It’s a packed week for congressional climate hearings, with at least five different hearings on the docket for today and tomorrow.
First up is the House Climate Crisis committee, which is holding a 10am hearing today on “Cleaning up heavy duty vehicles.” As E&E notes, the transportation sector is the country’s largest source of carbon emissions, so any attempt to get climate change under control is going to require some pretty heavy duty improvements to vehicles. In addition to testimony from leaders in environmental justice and executives from an electric bus company and an engine company, it will be interesting to hear from ranking Republican member Garret Graves (R-La) given his continued support for fossil fuels despite a nominal embrace of climate science.
Then at 2pm today, the House Natural Resource Committee’s Subcommittee on Energy and Mineral Resources is holding a hearing on “Oil and Gas Development: Impacts of Business-as-Usual on the Climate and Public Health.” Details on this hearing are sparse as of now, but given what we know about how fracking alone will blow the Paris agreement carbon budget, odds are there will be some fireworks.

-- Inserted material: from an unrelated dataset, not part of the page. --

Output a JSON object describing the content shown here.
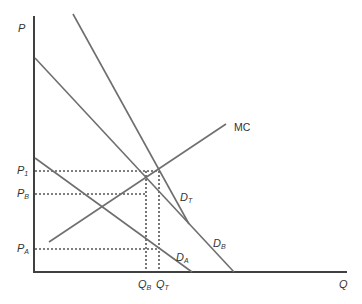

Also at 2pm today is a House Science Committee subcommittee hearing focused on Scott Pruitt’s legally questionable, polluter-directed, tobacco-lobbyist-inspired changes to the EPA’s science advisory committees, along with President Trump’s directive that a third of all advisory committees be disbanded. According to E&E, witnesses include a couple former advisory board members and J. Alfredo Gomez from the Government Accountability Office.
Gomez will be testifying about a new GAO report looking into Pruitt’s advisory board changes, the contents of which were made public yesterday. PoliticoPRO’s Alex Guillen reported that the GAO found “Pruitt disregarded agency guidelines when he overhauled its major scientific advisory boards and shifted the balance from academics and scientists to industry members and consultants.”

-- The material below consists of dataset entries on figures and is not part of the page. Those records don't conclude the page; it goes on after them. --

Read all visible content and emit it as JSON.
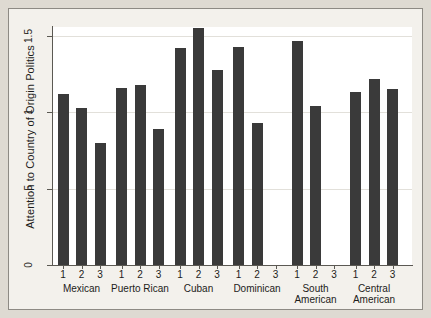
{
  "chart_data": {
    "type": "bar",
    "title": "",
    "subtitle": "",
    "xlabel": "",
    "ylabel": "Attention to Country of Origin Politics",
    "ylim": [
      0,
      1.65
    ],
    "ytick_values": [
      0,
      0.5,
      1,
      1.5
    ],
    "ytick_labels": [
      "0",
      ".5",
      "1",
      "1.5"
    ],
    "grid": "horizontal",
    "legend": "none",
    "bar_color": "#3a3a3a",
    "plot_background": "#ffffff",
    "figure_background": "#dedad2",
    "panel_background": "#f3f1ec",
    "categories": [
      "Mexican",
      "Puerto Rican",
      "Cuban",
      "Dominican",
      "South American",
      "Central American"
    ],
    "subcategories": [
      "1",
      "2",
      "3"
    ],
    "groups": [
      {
        "label": "Mexican",
        "label_lines": [
          "Mexican"
        ],
        "bars": [
          {
            "tick": "1",
            "value": 1.12
          },
          {
            "tick": "2",
            "value": 1.03
          },
          {
            "tick": "3",
            "value": 0.8
          }
        ]
      },
      {
        "label": "Puerto Rican",
        "label_lines": [
          "Puerto Rican"
        ],
        "bars": [
          {
            "tick": "1",
            "value": 1.16
          },
          {
            "tick": "2",
            "value": 1.18
          },
          {
            "tick": "3",
            "value": 0.89
          }
        ]
      },
      {
        "label": "Cuban",
        "label_lines": [
          "Cuban"
        ],
        "bars": [
          {
            "tick": "1",
            "value": 1.42
          },
          {
            "tick": "2",
            "value": 1.55
          },
          {
            "tick": "3",
            "value": 1.28
          }
        ]
      },
      {
        "label": "Dominican",
        "label_lines": [
          "Dominican"
        ],
        "bars": [
          {
            "tick": "1",
            "value": 1.43
          },
          {
            "tick": "2",
            "value": 0.93
          },
          {
            "tick": "3",
            "value": null
          }
        ]
      },
      {
        "label": "South American",
        "label_lines": [
          "South",
          "American"
        ],
        "bars": [
          {
            "tick": "1",
            "value": 1.47
          },
          {
            "tick": "2",
            "value": 1.04
          },
          {
            "tick": "3",
            "value": null
          }
        ]
      },
      {
        "label": "Central American",
        "label_lines": [
          "Central",
          "American"
        ],
        "bars": [
          {
            "tick": "1",
            "value": 1.13
          },
          {
            "tick": "2",
            "value": 1.22
          },
          {
            "tick": "3",
            "value": 1.15
          }
        ]
      }
    ]
  },
  "layout": {
    "plot_left": 53,
    "plot_right": 412,
    "baseline_y": 265,
    "px_per_unit": 152.7,
    "bar_width": 11,
    "group_pitch": 58.5,
    "first_group_center": 81.5,
    "bar_pitch": 18.5
  }
}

In an attempt to avoid accountability by making sure there was no paper trail, Pruitt chose not to pick board members from a shortlist prepared by career staff, as is required. Instead he held in-person meetings with staff who offered their suggestions, leaving no evidence of who staff thought was most qualified versus who Pruitt actually picked.

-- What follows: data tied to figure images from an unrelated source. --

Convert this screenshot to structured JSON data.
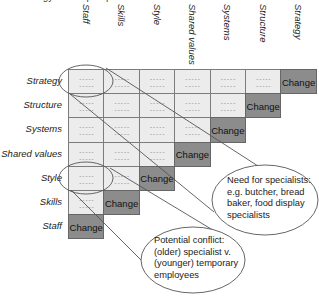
{
  "caption": "Strategy-driven perspective",
  "columns": [
    "Staff",
    "Skills",
    "Style",
    "Shared values",
    "Systems",
    "Structure",
    "Strategy"
  ],
  "rows": [
    "Strategy",
    "Structure",
    "Systems",
    "Shared values",
    "Style",
    "Skills",
    "Staff"
  ],
  "placeholder": "-----",
  "change_label": "Change",
  "colors": {
    "cell_fill": "#ececec",
    "change_fill": "#8c8c8c",
    "border": "#7c7c7c"
  },
  "callouts": [
    {
      "id": "specialists",
      "lines": [
        "Need for specialists:",
        "e.g. butcher, bread",
        "baker, food display",
        "specialists"
      ],
      "highlight_cell": {
        "row": "Strategy",
        "column": "Staff"
      }
    },
    {
      "id": "conflict",
      "lines": [
        "Potential conflict:",
        "(older) specialist v.",
        "(younger) temporary",
        "employees"
      ],
      "highlight_cell": {
        "row": "Style",
        "column": "Staff"
      }
    }
  ]
}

On Wednesday at 10am the hits will keep coming, with the House Science Committee’s Investigations and Oversight and Research and Technology subcommittees convening a hearing on “Science Integrity in Federal Agencies.” Given that the Trump administration is repeatedly getting struck down in court because of existing science integrity laws, this otherwise wonky subject area has taken on some real-world public health importance.
Yet again, turning to E&E for more details, it looks like this hearing will deal with the "Scientific Integrity Act,” a piece of legislation introduced back in March by Rep. Paul Tonko (D-N.Y.). According to a fact sheet from the Rep’s office, the bill would strengthen, formalize and standardize existing federal standards for science that stave off the sorts of politically-driven distortions we’ve seen from the Trump administration, a point punctuated by the fact sheet’s conclusion that “There is no such thing as an ‘alternative fact’”.
Finally, a hearing about “modernizing and securing” the country’s power grid at the House Science Subcommittee on Energy will be held tomorrow at 2pm. Witnesses are from the DOE, National Renewable Energy Lab, the Energy Storage Association and the Advanced Energy Management Alliance.
Though it’s the last of these five hearings, managing an increasingly distributed and renewable grid is critical for a clean energy economy, so it’s probably worth tuning in to this electrifying discussion…
If, of course, you still have the energy!